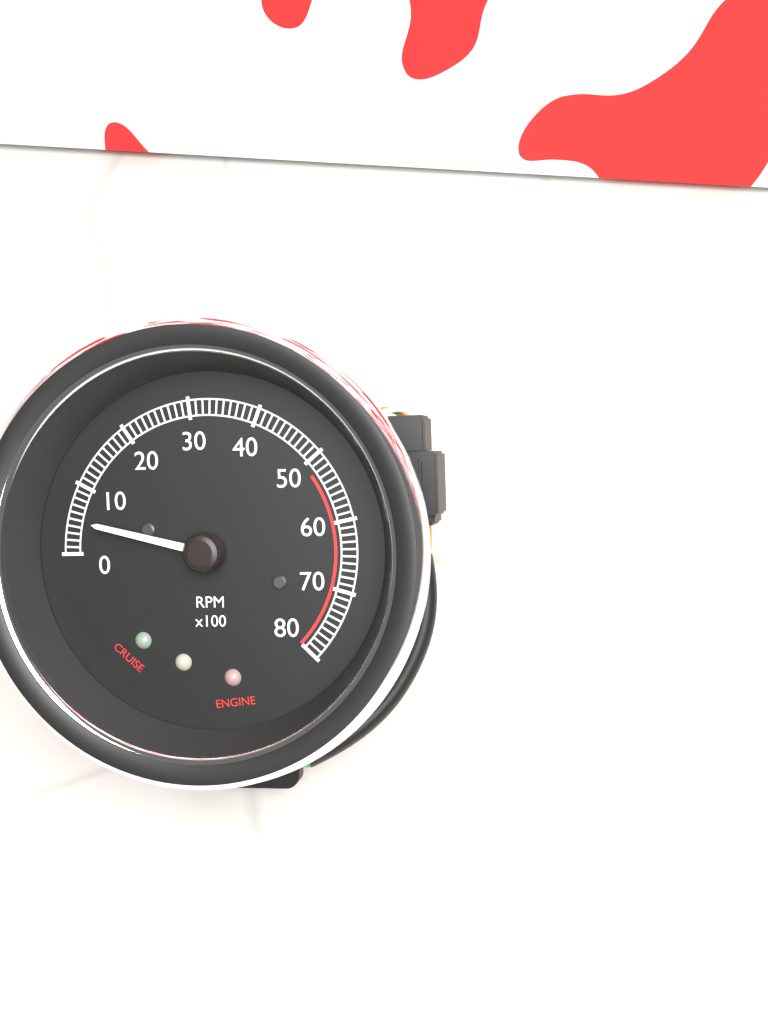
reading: 500 RPM
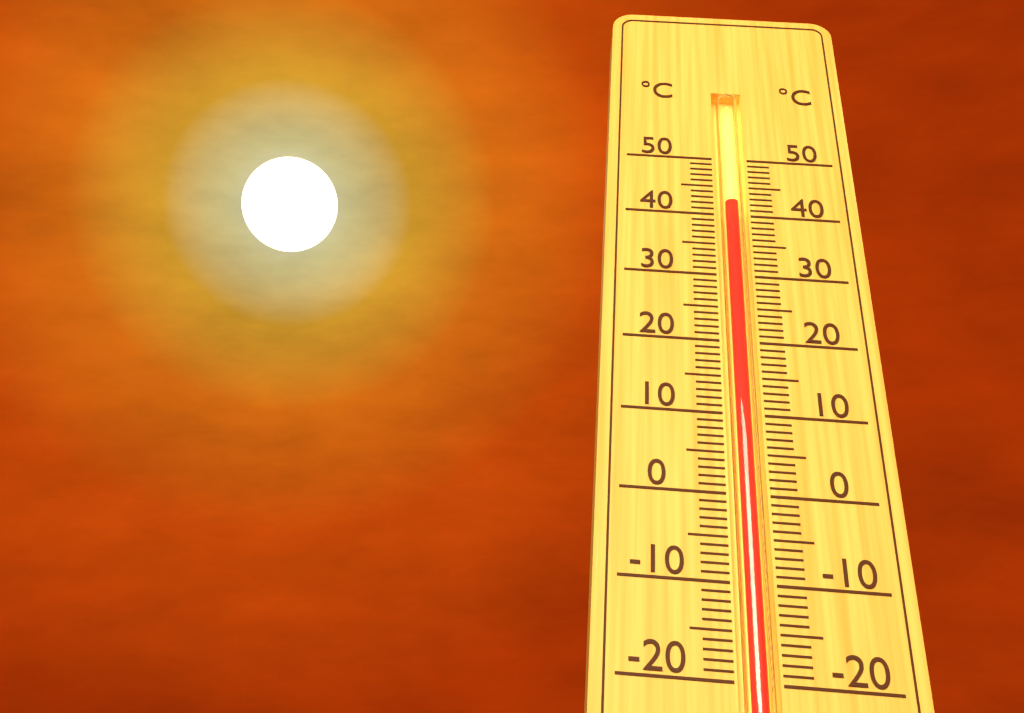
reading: 42 °C
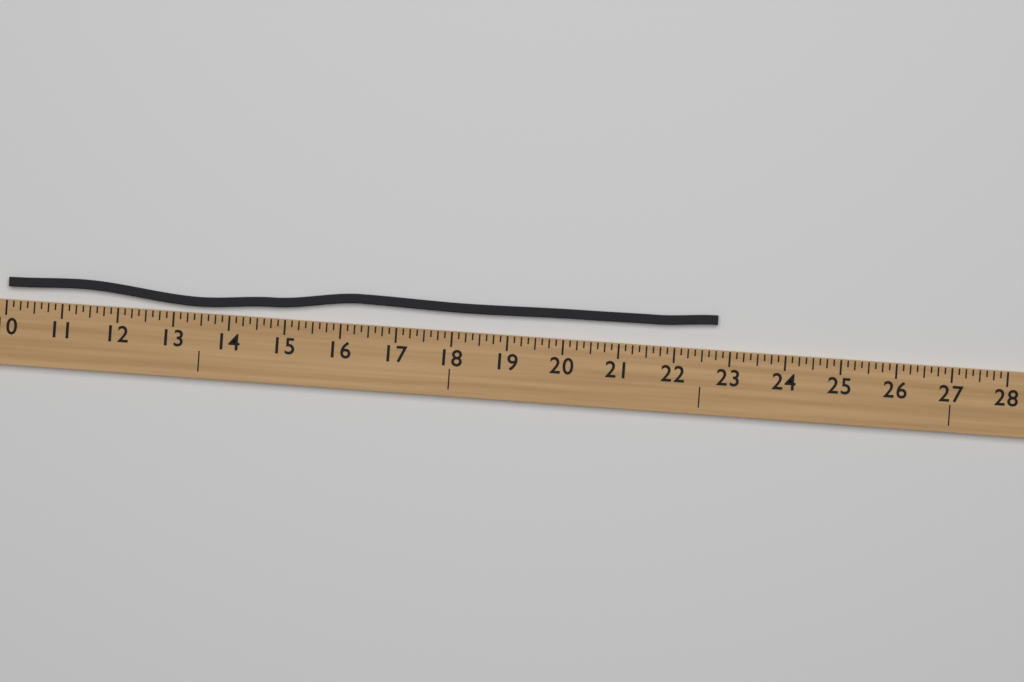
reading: 22.750 (no unit)
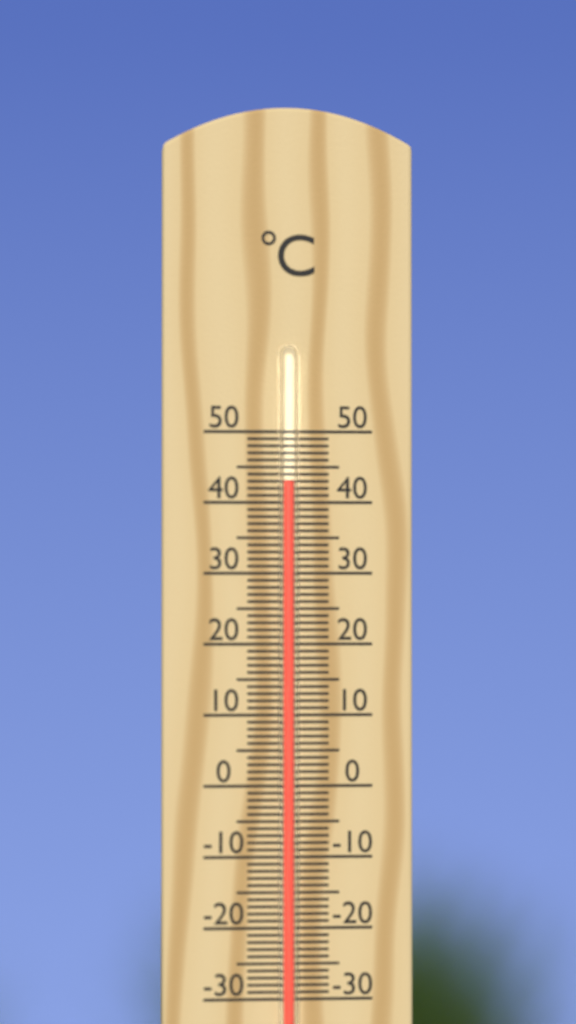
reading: 43 °C
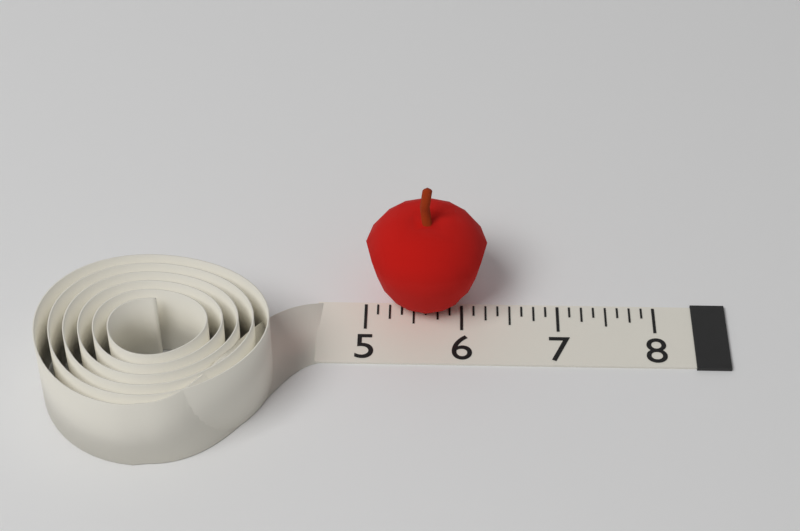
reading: 6.250 (no unit)
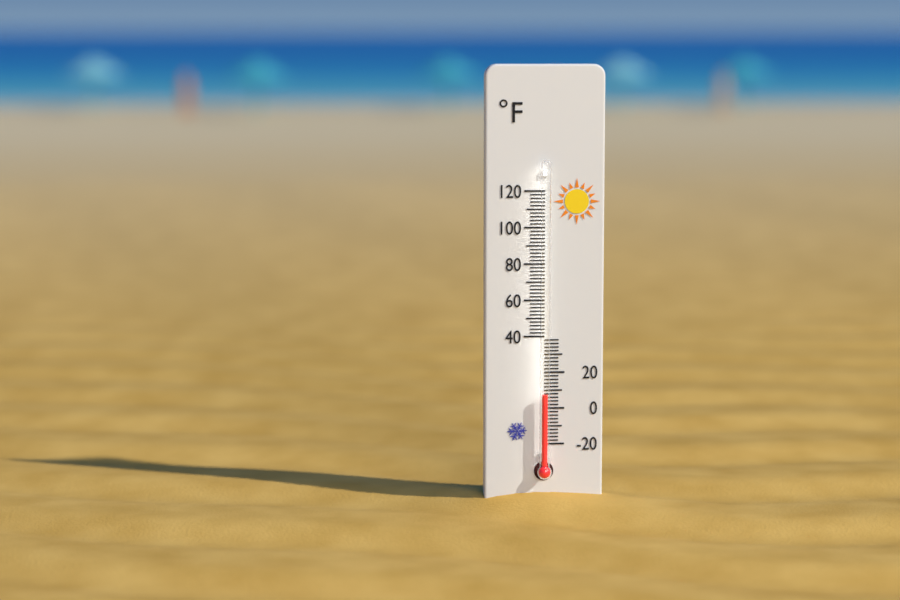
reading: 8 °F
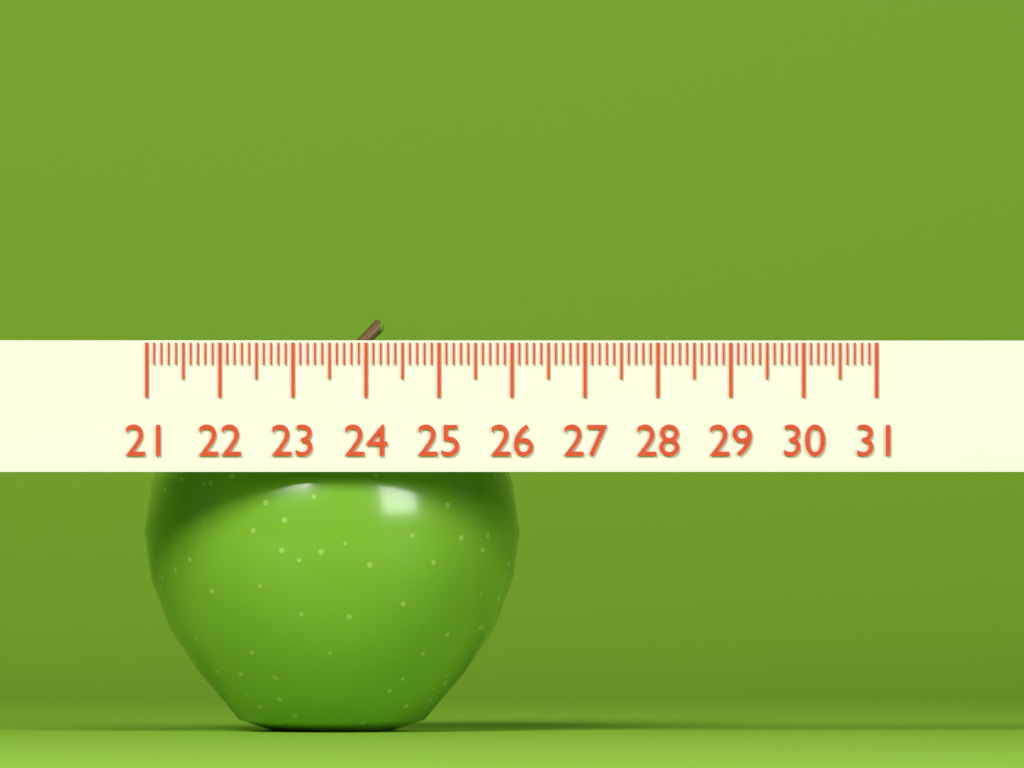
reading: 26.2 (no unit)
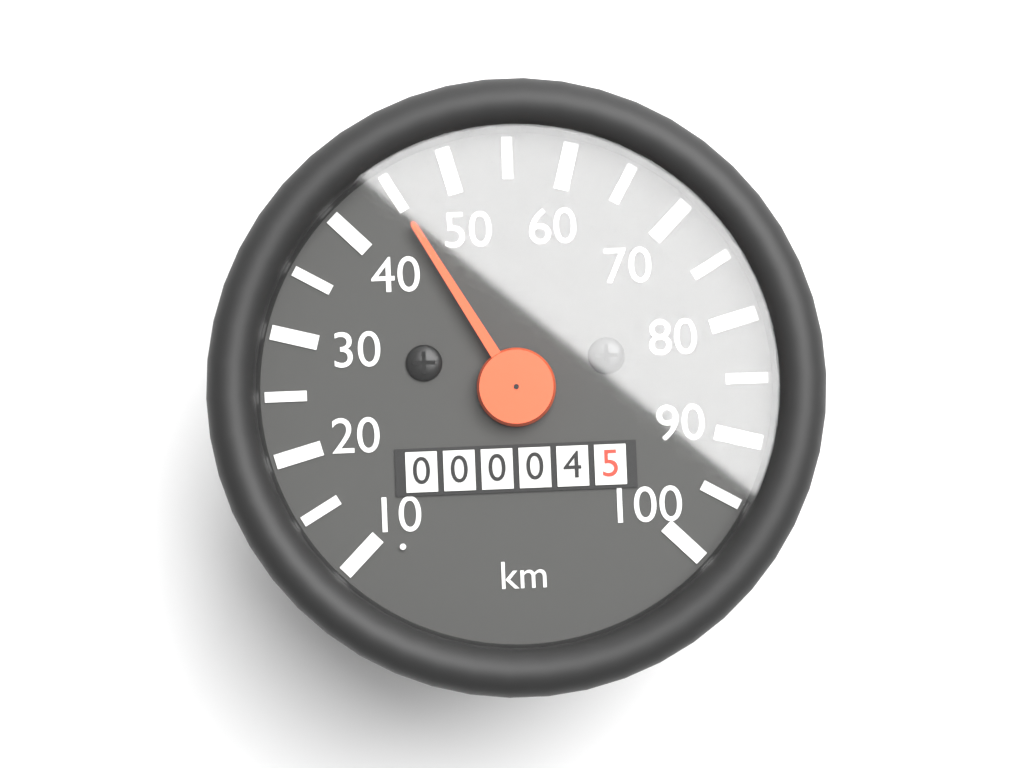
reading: 45 km/h
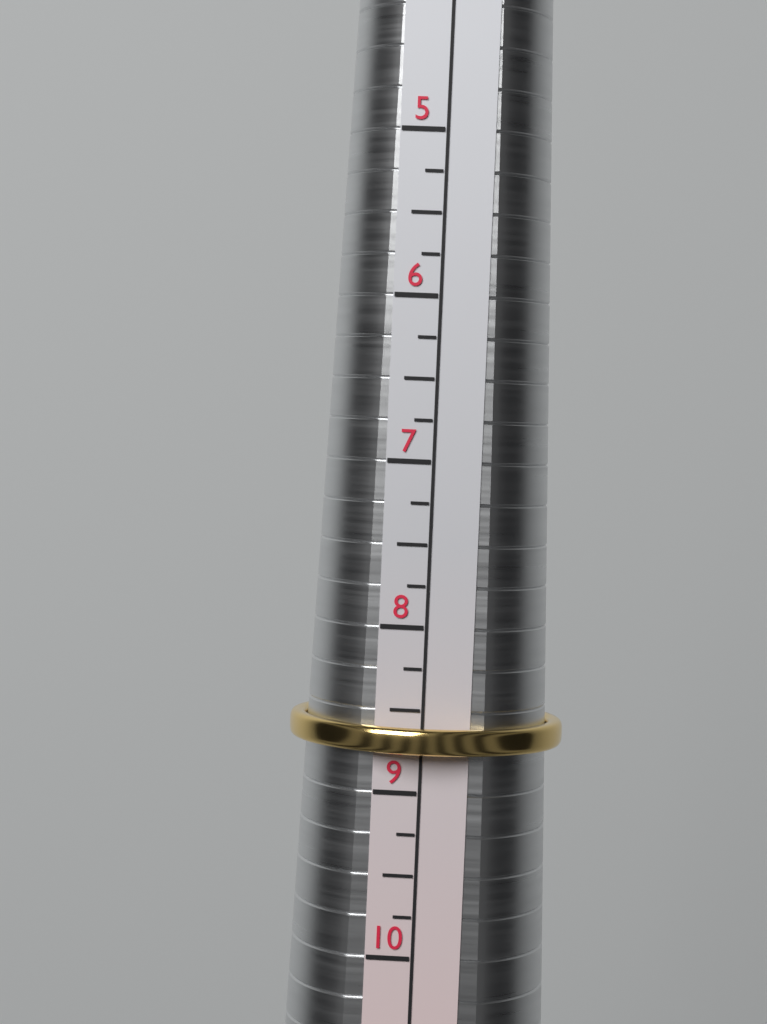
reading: 8.75 (no unit)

* * *

• **Work required**: Only the text of the records belongs in the answer, printed exactly and without pictures.

• **Result of this exercise**:
reading: 500 RPM
reading: 42 °C
reading: 22.750 (no unit)
reading: 43 °C
reading: 6.250 (no unit)
reading: 8 °F
reading: 26.2 (no unit)
reading: 45 km/h
reading: 8.75 (no unit)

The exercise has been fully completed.